Onwards into 2022.
When I was in my teens, I spent lots of time writing and recording music with friends. This was pre-digital recording, which made it more frustrating, but in many ways more fun.
The Tascam 424 was our go-to device.
We'd spend hours "down in the basement" (of course) trying to get things to sound decent.
Embarrassing photo #1. John and David in Graham’s basement.
Whenever we would reach a natural stopping point, we'd mix down the song (or songs) onto a cassette. These were so-called rough mixes. And then—this was the best part—we'd go for a drive in my Volkswagen Golf or the drummer's family minivan and listen to our music.
Embarrassing photo #2. John and Josh play a song in the VW Golf (and look very moisturized for some reason).
Cars were a good "test" of the recording AND the mix. Musicians can listen to a recording of a new song fifty times straight. It's like they've discovered fire or gravity or something. Nothing matters. Time stands still. Your vision narrows. If you are a musician, or lived with/dated/married/divorced one, you know what I mean.
Anyway, when you keep listening, you figure out what you'd like to improve. You start inviting friends. You get a rush from taking the recording out into the real world. Later we all invested in "real" gear (and moved to places where we didn't need cars, and played in different bands). We recorded "better" sounding music. But the rough mixes and listening rituals persisted.
Looking back, I can see we were doing a form of incremental product development. We weren't waiting until we had finished the record, or song. We were mixing (integrating) a version of the product that could do the "job" any sixteen year old musician with a car and friends cares about. It wasn't THE PRODUCT but it was the product. It worked. Driving...and rocking out...to your music. That was the test.
Ken Kocienda describes this perfectly in Creative Selection (about his time at Apple). This could be about music—word for word:
We always started small, with some inspiration. We made demos. We mixed in feedback. We listened to guidance from smart colleagues. We blended in variations. We honed our vision. We followed the initial demo with another and then another. We improved our demos in incremental steps. We evolved our work by slowly converging on better versions of the vision. Round after round of creative selection moved us step by step from the spark of an idea to a finished product.
This is what so many teams miss about "sprinting". What is a sprint anyway? The end of a sprint marks an integration point. You pull the thing together, and check it out. Teams get so overwhelmed with stories, acceptance criteria, sprint-lengths, points, and blah and blah, that they forget why they're doing all this.
All the pomp and circumstance is a smokescreen:
You're MAKING SOMETHING and you WANT IT TO WORK and that means you you have to mix it down and take it to your car (or your, I dunno, Sonos) and listen to it!
The integration forcing function is a catalyst for creativity and improvement, not a process hoop to jump through.
Listening to music in the car was also something Hendrix would do even though he built this amazing studio (Electric Ladyland) to do all the magic studio stuff they were into. I understood it to be a way to get the experience that the audience was going to have. In order to be a hit, it was going to have to sound good in the car, that was the private identity space for the American (male?) teen...
What a great post!! This applies to any creative process. I followed the same sequence when designing furniture/lighting (my own preproduct management days). In building software we often overlook the inherent creativity because most companies have chosen to optimize building, aka output vs the outcome. Perhaps that’s trite, but it’s like somehow following “the process” has become more important than the end result.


## Task prompt:
The response must contain every line below in which "Inferior" appears.

Dataset records on visual material

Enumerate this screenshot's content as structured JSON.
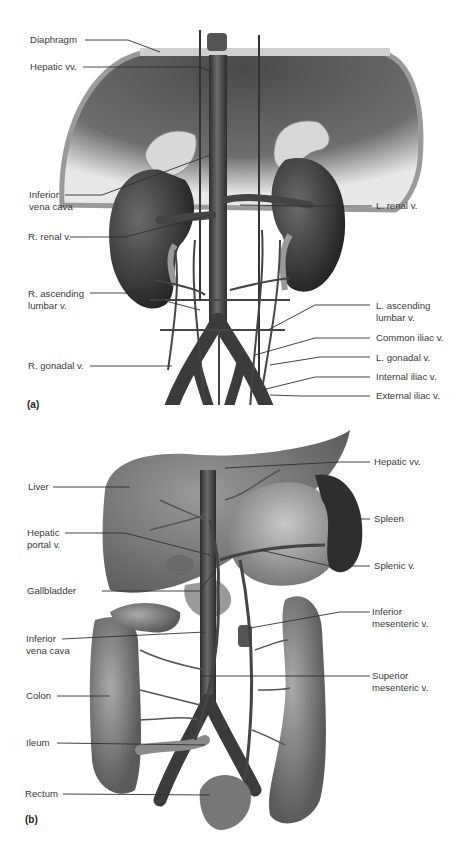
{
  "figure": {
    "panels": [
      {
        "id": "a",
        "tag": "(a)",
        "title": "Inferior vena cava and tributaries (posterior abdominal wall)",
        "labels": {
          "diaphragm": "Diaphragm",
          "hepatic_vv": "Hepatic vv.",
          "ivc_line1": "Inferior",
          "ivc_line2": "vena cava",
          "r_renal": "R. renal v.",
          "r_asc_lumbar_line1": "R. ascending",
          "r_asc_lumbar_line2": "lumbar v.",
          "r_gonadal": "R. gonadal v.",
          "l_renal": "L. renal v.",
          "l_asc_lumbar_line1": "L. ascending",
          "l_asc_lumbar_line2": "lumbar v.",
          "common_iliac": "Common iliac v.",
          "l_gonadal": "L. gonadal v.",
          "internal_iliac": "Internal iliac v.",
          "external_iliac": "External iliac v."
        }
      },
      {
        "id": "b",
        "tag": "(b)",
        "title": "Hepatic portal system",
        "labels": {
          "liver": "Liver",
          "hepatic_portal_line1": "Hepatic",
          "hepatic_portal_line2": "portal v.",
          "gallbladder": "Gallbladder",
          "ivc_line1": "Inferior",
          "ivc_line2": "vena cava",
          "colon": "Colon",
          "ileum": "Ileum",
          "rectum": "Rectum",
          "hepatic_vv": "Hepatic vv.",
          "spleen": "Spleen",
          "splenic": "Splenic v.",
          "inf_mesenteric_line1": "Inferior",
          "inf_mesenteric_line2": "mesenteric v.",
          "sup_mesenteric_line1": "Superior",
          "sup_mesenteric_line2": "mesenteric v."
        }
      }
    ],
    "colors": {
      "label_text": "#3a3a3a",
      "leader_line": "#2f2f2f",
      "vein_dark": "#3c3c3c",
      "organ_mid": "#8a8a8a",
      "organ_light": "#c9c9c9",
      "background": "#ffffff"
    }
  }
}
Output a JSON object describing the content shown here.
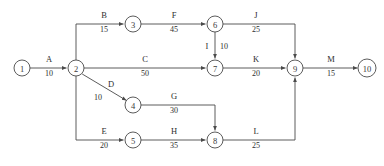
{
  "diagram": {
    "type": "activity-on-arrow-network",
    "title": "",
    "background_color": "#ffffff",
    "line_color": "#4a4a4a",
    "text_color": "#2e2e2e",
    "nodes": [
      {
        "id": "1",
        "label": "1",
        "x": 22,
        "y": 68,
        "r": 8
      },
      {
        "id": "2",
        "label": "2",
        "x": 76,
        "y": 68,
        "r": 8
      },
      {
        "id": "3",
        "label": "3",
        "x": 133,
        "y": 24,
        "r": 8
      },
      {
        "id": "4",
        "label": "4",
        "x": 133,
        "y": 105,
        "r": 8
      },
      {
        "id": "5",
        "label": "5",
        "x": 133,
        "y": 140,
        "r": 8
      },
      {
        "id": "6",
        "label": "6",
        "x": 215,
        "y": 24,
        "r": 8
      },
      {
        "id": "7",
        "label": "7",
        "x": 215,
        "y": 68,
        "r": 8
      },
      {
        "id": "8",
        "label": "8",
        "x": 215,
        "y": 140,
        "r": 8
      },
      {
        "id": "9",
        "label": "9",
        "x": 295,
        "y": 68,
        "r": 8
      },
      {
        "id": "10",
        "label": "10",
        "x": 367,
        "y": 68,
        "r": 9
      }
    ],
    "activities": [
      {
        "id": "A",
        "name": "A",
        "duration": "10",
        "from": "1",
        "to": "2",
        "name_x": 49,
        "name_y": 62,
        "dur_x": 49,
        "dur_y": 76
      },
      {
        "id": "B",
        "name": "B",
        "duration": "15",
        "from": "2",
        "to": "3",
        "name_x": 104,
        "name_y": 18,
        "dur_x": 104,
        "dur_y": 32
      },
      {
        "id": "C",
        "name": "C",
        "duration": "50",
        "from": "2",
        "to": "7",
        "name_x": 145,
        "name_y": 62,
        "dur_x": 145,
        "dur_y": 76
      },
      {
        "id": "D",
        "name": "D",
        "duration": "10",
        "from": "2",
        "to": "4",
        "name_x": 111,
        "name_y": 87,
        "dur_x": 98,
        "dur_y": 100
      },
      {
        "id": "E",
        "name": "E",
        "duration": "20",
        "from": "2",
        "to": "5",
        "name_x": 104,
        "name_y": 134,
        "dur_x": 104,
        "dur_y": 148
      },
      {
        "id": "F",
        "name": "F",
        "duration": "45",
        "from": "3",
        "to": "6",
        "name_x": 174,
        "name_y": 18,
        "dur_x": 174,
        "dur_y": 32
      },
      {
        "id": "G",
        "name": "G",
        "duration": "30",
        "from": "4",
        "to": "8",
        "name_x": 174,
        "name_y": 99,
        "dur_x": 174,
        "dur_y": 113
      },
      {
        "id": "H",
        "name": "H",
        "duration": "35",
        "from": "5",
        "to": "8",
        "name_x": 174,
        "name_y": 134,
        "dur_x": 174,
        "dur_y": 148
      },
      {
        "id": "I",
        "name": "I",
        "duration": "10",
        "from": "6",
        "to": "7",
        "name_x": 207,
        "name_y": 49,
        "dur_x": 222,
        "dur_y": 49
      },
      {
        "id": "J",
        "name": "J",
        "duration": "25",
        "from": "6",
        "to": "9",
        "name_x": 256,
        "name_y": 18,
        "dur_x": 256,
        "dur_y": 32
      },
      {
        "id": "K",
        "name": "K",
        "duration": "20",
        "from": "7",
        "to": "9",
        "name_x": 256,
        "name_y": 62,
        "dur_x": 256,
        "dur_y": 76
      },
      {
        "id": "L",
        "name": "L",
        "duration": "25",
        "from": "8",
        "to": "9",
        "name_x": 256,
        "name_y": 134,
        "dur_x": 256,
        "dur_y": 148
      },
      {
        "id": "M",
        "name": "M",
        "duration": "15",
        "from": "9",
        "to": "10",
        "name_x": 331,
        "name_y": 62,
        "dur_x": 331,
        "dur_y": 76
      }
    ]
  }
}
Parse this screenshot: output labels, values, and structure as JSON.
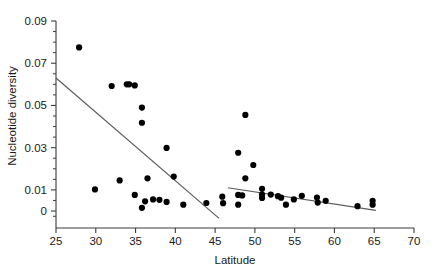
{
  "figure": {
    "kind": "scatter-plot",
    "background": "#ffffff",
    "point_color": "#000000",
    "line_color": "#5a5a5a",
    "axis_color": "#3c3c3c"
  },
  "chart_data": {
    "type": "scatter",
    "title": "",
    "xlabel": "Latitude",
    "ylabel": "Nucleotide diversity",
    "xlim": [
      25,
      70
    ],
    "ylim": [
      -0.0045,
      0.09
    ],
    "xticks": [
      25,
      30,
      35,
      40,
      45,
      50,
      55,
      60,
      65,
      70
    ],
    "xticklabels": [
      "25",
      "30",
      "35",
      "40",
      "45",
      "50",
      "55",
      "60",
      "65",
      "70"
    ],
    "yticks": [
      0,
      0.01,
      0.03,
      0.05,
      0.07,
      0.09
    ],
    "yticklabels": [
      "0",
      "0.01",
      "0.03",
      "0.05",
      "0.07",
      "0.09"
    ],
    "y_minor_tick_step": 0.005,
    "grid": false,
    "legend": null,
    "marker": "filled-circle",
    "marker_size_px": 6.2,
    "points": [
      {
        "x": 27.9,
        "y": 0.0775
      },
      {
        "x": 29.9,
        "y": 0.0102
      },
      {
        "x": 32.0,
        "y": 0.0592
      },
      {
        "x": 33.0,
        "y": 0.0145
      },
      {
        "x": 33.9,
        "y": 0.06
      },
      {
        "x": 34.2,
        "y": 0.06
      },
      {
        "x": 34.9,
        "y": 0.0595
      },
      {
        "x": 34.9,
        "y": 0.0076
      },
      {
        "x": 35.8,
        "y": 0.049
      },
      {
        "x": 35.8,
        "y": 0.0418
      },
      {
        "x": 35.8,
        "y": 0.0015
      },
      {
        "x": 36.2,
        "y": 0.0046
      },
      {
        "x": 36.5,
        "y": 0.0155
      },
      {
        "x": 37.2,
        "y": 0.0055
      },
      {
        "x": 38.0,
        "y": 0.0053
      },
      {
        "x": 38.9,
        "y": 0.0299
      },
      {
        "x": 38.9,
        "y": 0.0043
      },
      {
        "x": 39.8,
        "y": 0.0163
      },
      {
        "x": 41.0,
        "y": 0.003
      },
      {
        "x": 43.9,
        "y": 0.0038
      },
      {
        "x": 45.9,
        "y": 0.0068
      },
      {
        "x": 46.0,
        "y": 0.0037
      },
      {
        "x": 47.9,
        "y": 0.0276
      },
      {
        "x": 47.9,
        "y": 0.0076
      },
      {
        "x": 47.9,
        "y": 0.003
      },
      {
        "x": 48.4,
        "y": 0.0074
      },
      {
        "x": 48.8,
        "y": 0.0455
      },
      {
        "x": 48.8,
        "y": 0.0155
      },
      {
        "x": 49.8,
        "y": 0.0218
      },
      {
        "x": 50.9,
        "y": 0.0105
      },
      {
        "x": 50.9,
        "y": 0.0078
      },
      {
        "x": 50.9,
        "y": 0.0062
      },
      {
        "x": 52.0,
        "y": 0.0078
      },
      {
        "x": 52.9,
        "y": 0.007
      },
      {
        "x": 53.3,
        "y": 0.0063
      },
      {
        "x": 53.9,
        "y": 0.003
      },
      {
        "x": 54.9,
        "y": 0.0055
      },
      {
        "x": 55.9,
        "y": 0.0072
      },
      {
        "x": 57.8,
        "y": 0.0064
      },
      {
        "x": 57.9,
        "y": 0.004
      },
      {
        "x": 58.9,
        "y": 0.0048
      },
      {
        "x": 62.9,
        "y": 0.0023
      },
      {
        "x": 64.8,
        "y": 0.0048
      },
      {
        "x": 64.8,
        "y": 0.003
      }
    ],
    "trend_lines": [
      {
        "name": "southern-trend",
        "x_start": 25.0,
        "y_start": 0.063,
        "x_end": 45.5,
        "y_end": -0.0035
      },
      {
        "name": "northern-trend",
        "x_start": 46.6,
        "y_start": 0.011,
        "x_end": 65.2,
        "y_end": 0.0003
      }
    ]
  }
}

## Solution to this problem:
        "title": "Inferior vena cava and tributaries (posterior abdominal wall)",
          "ivc_line1": "Inferior",
          "ivc_line1": "Inferior",
          "inf_mesenteric_line1": "Inferior",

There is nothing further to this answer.